Arc Institute / Stanford University
Single-cell foundation model using tabular attention over context cells to enable zero-shot representation and in-context prediction of arbitrary perturbations.
STACK is a single-cell foundation model from Stanford University that reframes how transcriptomic representations are learned by attending across context cells rather than treating each cell in isolation. Most single-cell foundation models embed a cell purely from its own expression vector; STACK instead uses tabular attention to let a target cell's representation be informed by a surrounding set of reference cells, mirroring how in-context learning works in large language models. Released as a bioRxiv preprint in January 2026, it was trained on 149 million uniformly preprocessed human single cells.
The central problem STACK addresses is the brittleness of perturbation modeling. Predicting how a cell responds to a chemical compound, a genetic edit, or a donor background usually requires task-specific fine-tuning on labeled response data. STACK performs these predictions in context — conditioning on a few example cells at inference time — so that arbitrary, previously unseen perturbations can be handled without updating model weights. The authors report that this zero-shot, in-context behavior matches or exceeds baselines that were explicitly fine-tuned for the task.
Beyond the model itself, STACK was used to construct Perturb Sapiens, described as the first human whole-organism perturbed cell atlas, spanning 28 tissues, 40 cell classes, and 201 perturbations, with predictions checked against in-vitro experiments.
STACK is a transformer-based foundation model trained self-supervised on 149 million human single cells that were uniformly preprocessed to reduce platform and pipeline heterogeneity. Its defining architectural choice is tabular attention over context cells: rather than embedding a cell from its own features alone, the model attends across a tabular set of cells so that representations and downstream predictions are informed by neighboring observations. This design is what enables in-context learning, allowing the model to generalize to perturbation types absent from its training objective without parameter updates. The authors benchmark zero-shot performance against fine-tuned baselines and report comparable or superior results, and demonstrate the approach at scale by generating the Perturb Sapiens atlas (28 tissues, 40 cell classes, 201 perturbations) with in-vitro experimental confirmation.
STACK is aimed at computational biologists and experimentalists who need to anticipate cellular responses to interventions without running — or before running — costly screens. Because perturbation effects are predicted in context from a few examples, researchers can explore chemical and genetic perturbation hypotheses across many cell types and tissues, prioritize candidates for validation, and build perturbation atlases such as Perturb Sapiens. The context-aware embeddings are also broadly useful for standard single-cell tasks like cell-type representation and integration across the uniformly preprocessed corpus the model was trained on.
STACK contributes a distinct architectural direction to the single-cell foundation
model landscape: in-context learning via attention over reference cells, transferred
from the language-model paradigm to tabular transcriptomics. Its construction of
Perturb Sapiens, positioned as the first human whole-organism perturbed cell atlas with
in-vitro support, is a notable demonstration of generative perturbation modeling at
organism scale. The work shares an author (Yusuf Roohani) with GEARS, a separate
graph-based perturbation-prediction model already cataloged on bio.rodeo, though STACK
is a distinct model. Code is released by the Arc Institute (ArcInstitute/stack) and
model weights are available on Hugging Face (arcinstitute/Stack-Large), though both
carry non-commercial terms (code under CC BY-NC-SA, weights under a custom Arc
non-commercial license) that constrain commercial reuse and redistribution.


§ What the exercise asks: In the answer, each entry below appears exactly as given, and no picture appears at all.

━━━━━ Extracted data ━━━━━

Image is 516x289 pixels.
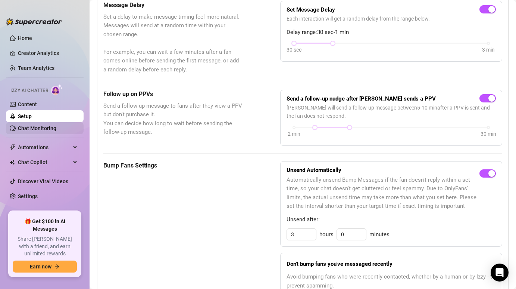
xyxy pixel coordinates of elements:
strong: Set Message Delay [287,6,335,13]
span: Automatically unsend Bump Messages if the fan doesn't reply within a set time, so your chat doesn... [287,175,480,211]
span: Each interaction will get a random delay from the range below. [287,15,496,23]
span: Share [PERSON_NAME] with a friend, and earn unlimited rewards [13,235,77,257]
a: Discover Viral Videos [18,178,68,184]
span: Delay range: 30 sec - 1 min [287,28,496,37]
span: hours [320,230,334,239]
span: 🎁 Get $100 in AI Messages [13,218,77,232]
div: 3 min [482,46,495,54]
img: logo-BBDzfeDw.svg [6,18,62,25]
a: Settings [18,193,38,199]
strong: Unsend Automatically [287,167,342,173]
div: 30 sec [287,46,302,54]
a: Team Analytics [18,65,55,71]
span: Earn now [30,263,52,269]
span: arrow-right [55,264,60,269]
img: AI Chatter [51,84,63,95]
div: 30 min [481,130,497,138]
div: Open Intercom Messenger [491,263,509,281]
a: Chat Monitoring [18,125,56,131]
h5: Follow up on PPVs [103,90,243,99]
span: Set a delay to make message timing feel more natural. Messages will send at a random time within ... [103,13,243,74]
span: Send a follow-up message to fans after they view a PPV but don't purchase it. You can decide how ... [103,102,243,137]
a: Creator Analytics [18,47,78,59]
span: Chat Copilot [18,156,71,168]
button: Earn nowarrow-right [13,260,77,272]
a: Content [18,101,37,107]
a: Setup [18,113,32,119]
img: Chat Copilot [10,159,15,165]
strong: Send a follow-up nudge after [PERSON_NAME] sends a PPV [287,95,436,102]
h5: Message Delay [103,1,243,10]
a: Home [18,35,32,41]
span: Izzy AI Chatter [10,87,48,94]
span: minutes [370,230,390,239]
div: 2 min [288,130,301,138]
h5: Bump Fans Settings [103,161,243,170]
strong: Don't bump fans you've messaged recently [287,260,393,267]
span: thunderbolt [10,144,16,150]
span: [PERSON_NAME] will send a follow-up message between 5 - 10 min after a PPV is sent and the fan do... [287,103,496,120]
span: Unsend after: [287,215,496,224]
span: Automations [18,141,71,153]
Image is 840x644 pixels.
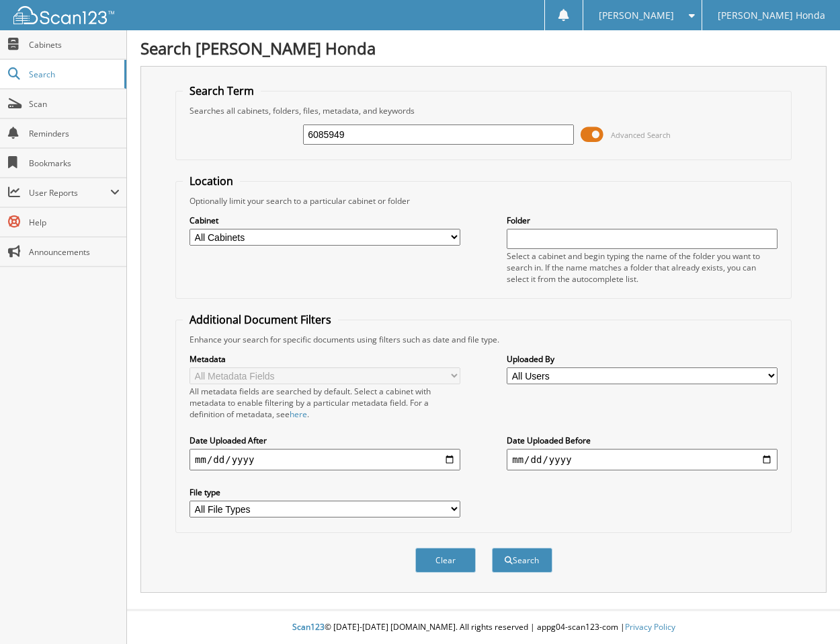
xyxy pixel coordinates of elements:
label: Metadata [189,353,461,365]
div: Enhance your search for specific documents using filters such as date and file type. [183,334,784,345]
span: Scan [29,98,119,110]
span: Help [29,217,119,228]
span: User Reports [29,187,111,198]
input: end [507,449,778,470]
span: [PERSON_NAME] Honda [718,11,826,20]
label: File type [189,486,461,498]
legend: Location [183,174,240,189]
div: Searches all cabinets, folders, files, metadata, and keywords [183,105,784,116]
legend: Additional Document Filters [183,312,338,327]
h1: Search [PERSON_NAME] Honda [141,37,826,59]
span: Advanced Search [611,130,671,140]
span: Scan123 [293,621,325,632]
span: [PERSON_NAME] [599,11,674,20]
button: Clear [415,548,476,572]
div: All metadata fields are searched by default. Select a cabinet with metadata to enable filtering b... [189,385,461,420]
span: Cabinets [29,39,119,50]
legend: Search Term [183,84,261,98]
a: here [290,408,307,420]
div: Select a cabinet and begin typing the name of the folder you want to search in. If the name match... [507,250,778,284]
label: Date Uploaded Before [507,435,778,446]
label: Uploaded By [507,353,778,365]
a: Privacy Policy [625,621,675,632]
span: Search [29,68,118,80]
label: Folder [507,215,778,226]
label: Cabinet [189,215,461,226]
span: Announcements [29,246,119,258]
button: Search [492,548,553,572]
div: © [DATE]-[DATE] [DOMAIN_NAME]. All rights reserved | appg04-scan123-com | [127,611,840,644]
input: start [189,449,461,470]
label: Date Uploaded After [189,435,461,446]
div: Optionally limit your search to a particular cabinet or folder [183,195,784,206]
span: Reminders [29,128,119,139]
span: Bookmarks [29,158,119,169]
img: scan123-logo-white.svg [14,6,115,24]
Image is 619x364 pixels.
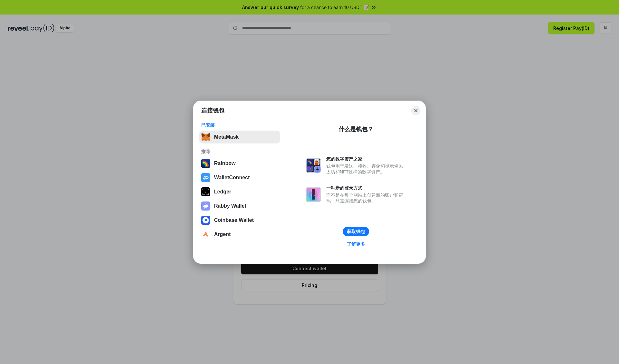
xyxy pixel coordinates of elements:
[347,241,365,247] div: 了解更多
[201,230,210,239] img: svg+xml,%3Csvg%20width%3D%2228%22%20height%3D%2228%22%20viewBox%3D%220%200%2028%2028%22%20fill%3D...
[199,185,280,198] button: Ledger
[343,227,369,236] button: 获取钱包
[214,189,231,195] div: Ledger
[199,228,280,241] button: Argent
[326,192,406,204] div: 而不是在每个网站上创建新的账户和密码，只需连接您的钱包。
[201,216,210,225] img: svg+xml,%3Csvg%20width%3D%2228%22%20height%3D%2228%22%20viewBox%3D%220%200%2028%2028%22%20fill%3D...
[306,158,321,173] img: svg+xml,%3Csvg%20xmlns%3D%22http%3A%2F%2Fwww.w3.org%2F2000%2Fsvg%22%20fill%3D%22none%22%20viewBox...
[214,203,246,209] div: Rabby Wallet
[214,175,250,181] div: WalletConnect
[326,156,406,162] div: 您的数字资产之家
[201,132,210,141] img: svg+xml,%3Csvg%20fill%3D%22none%22%20height%3D%2233%22%20viewBox%3D%220%200%2035%2033%22%20width%...
[199,171,280,184] button: WalletConnect
[201,173,210,182] img: svg+xml,%3Csvg%20width%3D%2228%22%20height%3D%2228%22%20viewBox%3D%220%200%2028%2028%22%20fill%3D...
[199,199,280,213] button: Rabby Wallet
[326,163,406,175] div: 钱包用于发送、接收、存储和显示像以太坊和NFT这样的数字资产。
[201,107,224,114] h1: 连接钱包
[214,217,254,223] div: Coinbase Wallet
[347,229,365,234] div: 获取钱包
[199,157,280,170] button: Rainbow
[199,214,280,227] button: Coinbase Wallet
[199,130,280,143] button: MetaMask
[201,187,210,196] img: svg+xml,%3Csvg%20xmlns%3D%22http%3A%2F%2Fwww.w3.org%2F2000%2Fsvg%22%20width%3D%2228%22%20height%3...
[201,202,210,210] img: svg+xml,%3Csvg%20xmlns%3D%22http%3A%2F%2Fwww.w3.org%2F2000%2Fsvg%22%20fill%3D%22none%22%20viewBox...
[214,231,231,237] div: Argent
[214,134,239,140] div: MetaMask
[306,187,321,202] img: svg+xml,%3Csvg%20xmlns%3D%22http%3A%2F%2Fwww.w3.org%2F2000%2Fsvg%22%20fill%3D%22none%22%20viewBox...
[411,106,420,115] button: Close
[338,125,373,133] div: 什么是钱包？
[326,185,406,191] div: 一种新的登录方式
[201,122,278,128] div: 已安装
[343,240,369,248] a: 了解更多
[201,149,278,154] div: 推荐
[214,161,236,166] div: Rainbow
[201,159,210,168] img: svg+xml,%3Csvg%20width%3D%22120%22%20height%3D%22120%22%20viewBox%3D%220%200%20120%20120%22%20fil...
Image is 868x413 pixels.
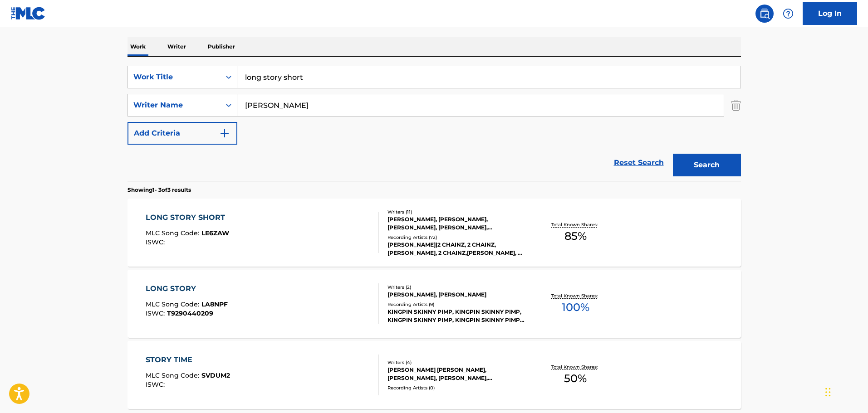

━━━━━

§ Result of the exercise:
Image is 516x289 pixels.
xyxy pixel coordinates of elements:
strong: Set Message Delay [287,6,335,13]
span: Automatically unsend Bump Messages if the fan doesn't reply within a set time, so your chat doesn... [287,175,480,211]
span: Each interaction will get a random delay from the range below. [287,15,496,23]
span: Share [PERSON_NAME] with a friend, and earn unlimited rewards [13,235,77,257]
a: Discover Viral Videos [18,178,68,184]
span: Delay range: 30 sec - 1 min [287,28,496,37]
span: hours [320,230,334,239]
span: 🎁 Get $100 in AI Messages [13,218,77,232]
div: 3 min [482,46,495,54]
img: logo-BBDzfeDw.svg [6,18,62,25]
a: Settings [18,193,38,199]
strong: Unsend Automatically [287,167,342,173]
div: 30 sec [287,46,302,54]
a: Team Analytics [18,65,55,71]
span: Earn now [30,263,52,269]
span: arrow-right [55,264,60,269]
img: AI Chatter [51,84,63,95]
div: 30 min [481,130,497,138]
div: Open Intercom Messenger [491,263,509,281]
a: Chat Monitoring [18,125,56,131]
h5: Follow up on PPVs [103,90,243,99]
span: Set a delay to make message timing feel more natural. Messages will send at a random time within ... [103,13,243,74]
span: Send a follow-up message to fans after they view a PPV but don't purchase it. You can decide how ... [103,102,243,137]
a: Creator Analytics [18,47,78,59]
span: Chat Copilot [18,156,71,168]
button: Earn nowarrow-right [13,260,77,272]
a: Content [18,101,37,107]
a: Setup [18,113,32,119]
img: Chat Copilot [10,159,15,165]
strong: Send a follow-up nudge after [PERSON_NAME] sends a PPV [287,95,436,102]
h5: Message Delay [103,1,243,10]
a: Home [18,35,32,41]
span: Izzy AI Chatter [10,87,48,94]
span: minutes [370,230,390,239]
div: 2 min [288,130,301,138]
h5: Bump Fans Settings [103,161,243,170]
strong: Don't bump fans you've messaged recently [287,260,393,267]
span: thunderbolt [10,144,16,150]
span: [PERSON_NAME] will send a follow-up message between 5 - 10 min after a PPV is sent and the fan do... [287,103,496,120]
span: Unsend after: [287,215,496,224]
span: Automations [18,141,71,153]
Image is 840x644 pixels.
xyxy pixel coordinates of elements:
label: Metadata [189,353,461,365]
div: Enhance your search for specific documents using filters such as date and file type. [183,334,784,345]
span: Scan [29,98,119,110]
span: Help [29,217,119,228]
span: User Reports [29,187,111,198]
input: end [507,449,778,470]
span: [PERSON_NAME] Honda [718,11,826,20]
label: File type [189,486,461,498]
legend: Location [183,174,240,189]
div: Searches all cabinets, folders, files, metadata, and keywords [183,105,784,116]
legend: Additional Document Filters [183,312,338,327]
h1: Search [PERSON_NAME] Honda [141,37,826,59]
span: Advanced Search [611,130,671,140]
span: Scan123 [293,621,325,632]
span: [PERSON_NAME] [599,11,674,20]
button: Clear [415,548,476,572]
div: All metadata fields are searched by default. Select a cabinet with metadata to enable filtering b... [189,385,461,420]
span: Cabinets [29,39,119,50]
legend: Search Term [183,84,261,98]
a: here [290,408,307,420]
div: Select a cabinet and begin typing the name of the folder you want to search in. If the name match... [507,250,778,284]
label: Date Uploaded Before [507,435,778,446]
label: Uploaded By [507,353,778,365]
a: Privacy Policy [625,621,675,632]
span: Search [29,68,118,80]
label: Folder [507,215,778,226]
label: Cabinet [189,215,461,226]
span: Announcements [29,246,119,258]
button: Search [492,548,553,572]
div: © [DATE]-[DATE] [DOMAIN_NAME]. All rights reserved | appg04-scan123-com | [127,611,840,644]
input: start [189,449,461,470]
label: Date Uploaded After [189,435,461,446]
div: Optionally limit your search to a particular cabinet or folder [183,195,784,206]
span: Reminders [29,128,119,139]
span: Bookmarks [29,158,119,169]
img: scan123-logo-white.svg [14,6,115,24]
Image is 619x364 pixels.
xyxy pixel coordinates of elements:
[347,241,365,247] div: 了解更多
[201,230,210,239] img: svg+xml,%3Csvg%20width%3D%2228%22%20height%3D%2228%22%20viewBox%3D%220%200%2028%2028%22%20fill%3D...
[199,185,280,198] button: Ledger
[343,227,369,236] button: 获取钱包
[214,189,231,195] div: Ledger
[199,228,280,241] button: Argent
[326,192,406,204] div: 而不是在每个网站上创建新的账户和密码，只需连接您的钱包。
[201,216,210,225] img: svg+xml,%3Csvg%20width%3D%2228%22%20height%3D%2228%22%20viewBox%3D%220%200%2028%2028%22%20fill%3D...
[306,158,321,173] img: svg+xml,%3Csvg%20xmlns%3D%22http%3A%2F%2Fwww.w3.org%2F2000%2Fsvg%22%20fill%3D%22none%22%20viewBox...
[214,203,246,209] div: Rabby Wallet
[214,175,250,181] div: WalletConnect
[326,156,406,162] div: 您的数字资产之家
[201,132,210,141] img: svg+xml,%3Csvg%20fill%3D%22none%22%20height%3D%2233%22%20viewBox%3D%220%200%2035%2033%22%20width%...
[199,171,280,184] button: WalletConnect
[201,173,210,182] img: svg+xml,%3Csvg%20width%3D%2228%22%20height%3D%2228%22%20viewBox%3D%220%200%2028%2028%22%20fill%3D...
[199,199,280,213] button: Rabby Wallet
[326,163,406,175] div: 钱包用于发送、接收、存储和显示像以太坊和NFT这样的数字资产。
[201,107,224,114] h1: 连接钱包
[214,217,254,223] div: Coinbase Wallet
[347,229,365,234] div: 获取钱包
[199,157,280,170] button: Rainbow
[199,214,280,227] button: Coinbase Wallet
[199,130,280,143] button: MetaMask
[201,187,210,196] img: svg+xml,%3Csvg%20xmlns%3D%22http%3A%2F%2Fwww.w3.org%2F2000%2Fsvg%22%20width%3D%2228%22%20height%3...
[201,202,210,210] img: svg+xml,%3Csvg%20xmlns%3D%22http%3A%2F%2Fwww.w3.org%2F2000%2Fsvg%22%20fill%3D%22none%22%20viewBox...
[214,231,231,237] div: Argent
[214,134,239,140] div: MetaMask
[306,187,321,202] img: svg+xml,%3Csvg%20xmlns%3D%22http%3A%2F%2Fwww.w3.org%2F2000%2Fsvg%22%20fill%3D%22none%22%20viewBox...
[411,106,420,115] button: Close
[338,125,373,133] div: 什么是钱包？
[326,185,406,191] div: 一种新的登录方式
[201,122,278,128] div: 已安装
[343,240,369,248] a: 了解更多
[201,149,278,154] div: 推荐
[214,161,236,166] div: Rainbow
[201,159,210,168] img: svg+xml,%3Csvg%20width%3D%22120%22%20height%3D%22120%22%20viewBox%3D%220%200%20120%20120%22%20fil...
Image is 868x413 pixels.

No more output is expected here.